Is it wrong of me to find this video philosophically fascinating? It is, isn't it?
In all seriousness (By which I, naturally, mean "more than a little tongue in cheek"), though, I wanted to change tack a bit with this post and discuss something I don't talk about terribly often: music.
This comic, from back before XKCD jumped the shark (Yeah, I said it. More on webcomics in a future post. Await with anticipation!) illustrates perfectly my feelings on the matter. We suck, guys. We really do.
This is not to say that there aren't artists, that we don't produce excellent music, or even that some of it isn't popular. But good music and great music are two different things. When you listen to Bach or Beethoven or Mozart, you know, beyond a shadow of a doubt, that this is great music, that this is art which transcends everything that came before it and will be the bar to which all after it must be held. And the same, I will contend, is true of art from the musical revolution that preceded my generation. There is a sense of greatness, of achievement, of some kind of transcendental musical experience, that you get when listening to Queen or the Beatles or Led Zeppelin. Whether or not you like their music, there is a quality of greatness which must come through.
I'm going to go on the record here with an address to future musical historians:
Dear Future Musical Historians,
When you decide that the 1960s, 70s, and early 80s were a period of musical rennaissance which rivaled that of the late 16th and early 17th centuries, please remember that I totally called it.
Love, Etarran.
PS. I agree, Katy Perry's "I Kissed a Girl" is totally awesome.
It is telling, I think, that university campuses, supposedly bastions of cultural revolution, primarily have the sounds of forty-year-old music drifting from students' rooms. Not even the generation making modern music thinks it's better than our parents' music.
Perhaps it is too much to expect. After all, a great cultural revolution can come along only once in a very great while. And we do, of course, have our cultural successes. But even those, which are primarily internet-related, are based on technologies and cultures that fundamentally belong to the generation before. And I can't help but think that, in an era of unprecedented cultural freedom and diversity and intercommunication, surely we should be coming up with something better than webcomics and the Rickroll.
Perhaps art simply isn't our destiny. After all, we have more practical problems to deal with. Our parents may have produced excellent music, but they also produced a hell of a lot of carbon dioxide and enriched uranium. But surely we could save the world and rock out?
Get on that, will you?
PS. I was totally serious about Hot n' Cold being philosophically fascinating. I invite you to contemplate its symbolism, which is surpassed, perhaps, only by this video.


**Task requirements:** Copy exactly the line containing "is (720, 1517)." and all the lines that follow it to the end of the records, minus the pictures.

╭─ Data for review

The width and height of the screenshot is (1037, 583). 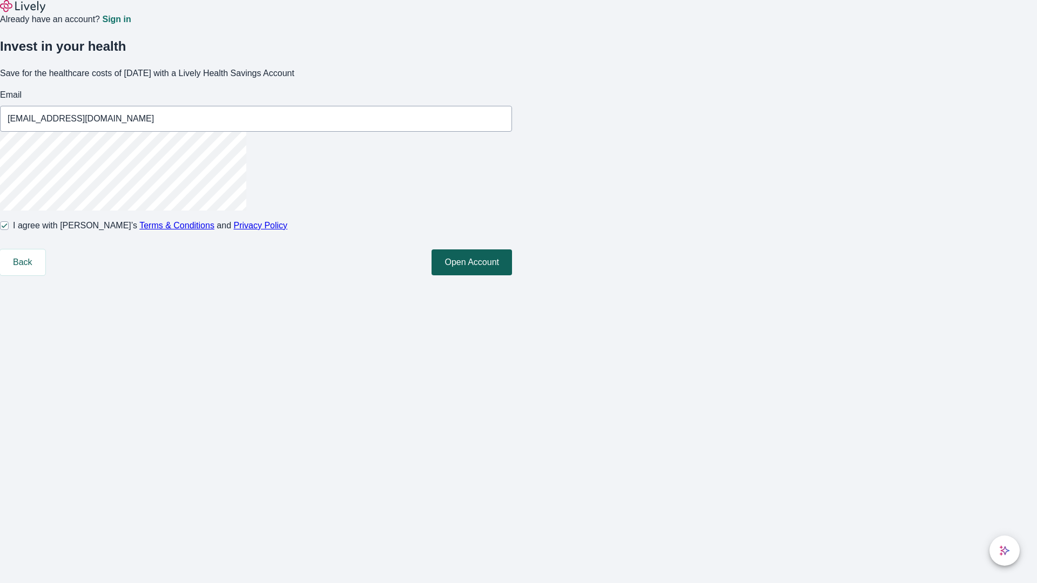 What do you see at coordinates (177, 225) in the screenshot?
I see `a: Terms & Conditions` at bounding box center [177, 225].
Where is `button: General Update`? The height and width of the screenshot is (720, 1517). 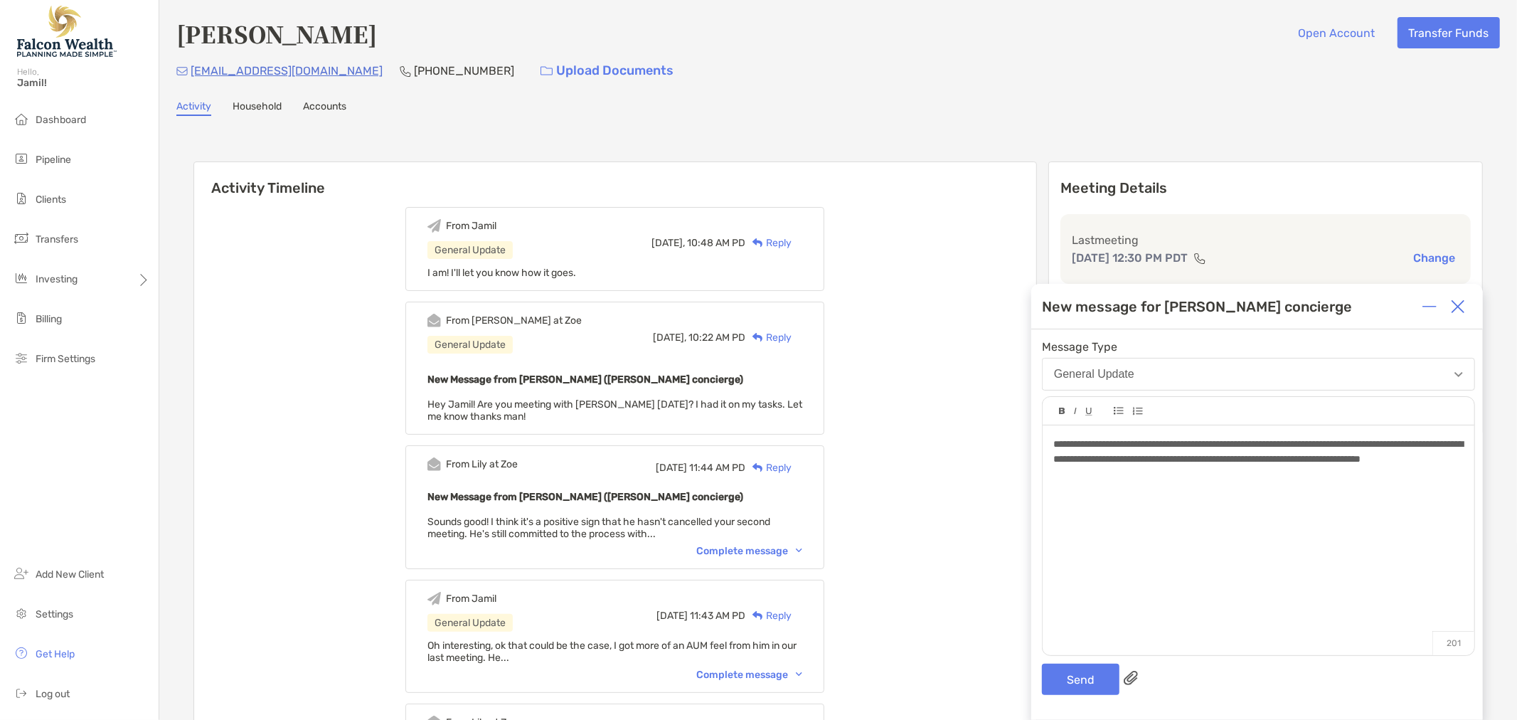
button: General Update is located at coordinates (1258, 374).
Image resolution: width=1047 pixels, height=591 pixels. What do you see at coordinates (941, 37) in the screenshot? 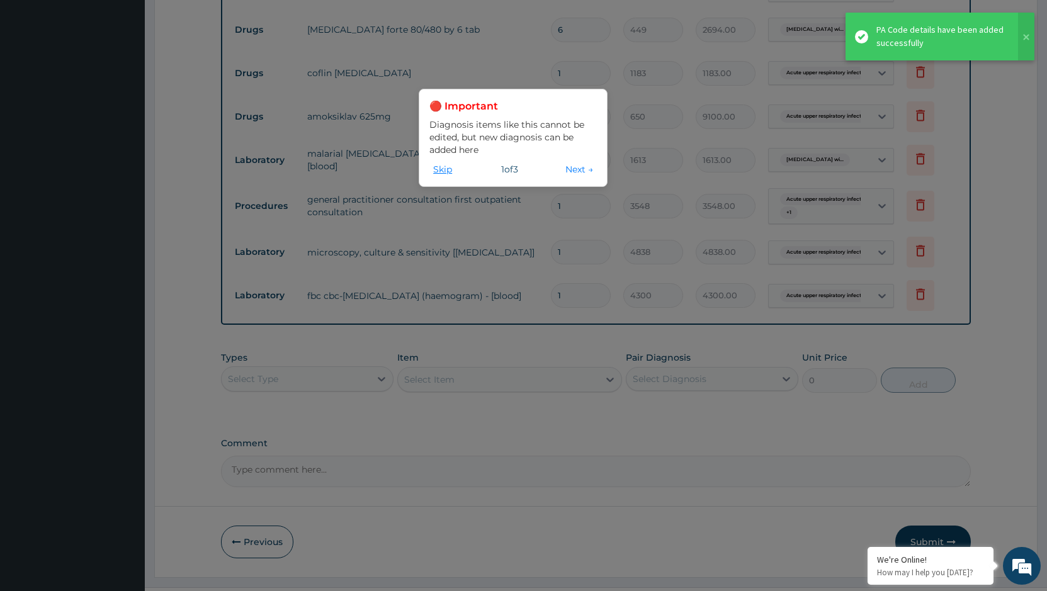
I see `div: PA Code details have been added successfully` at bounding box center [941, 37].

╰─

**Result of this exercise:**
Where is `button: General Update`? The height and width of the screenshot is (720, 1517). 
button: General Update is located at coordinates (1258, 374).
Image resolution: width=1047 pixels, height=591 pixels. What do you see at coordinates (941, 37) in the screenshot? 
I see `div: PA Code details have been added successfully` at bounding box center [941, 37].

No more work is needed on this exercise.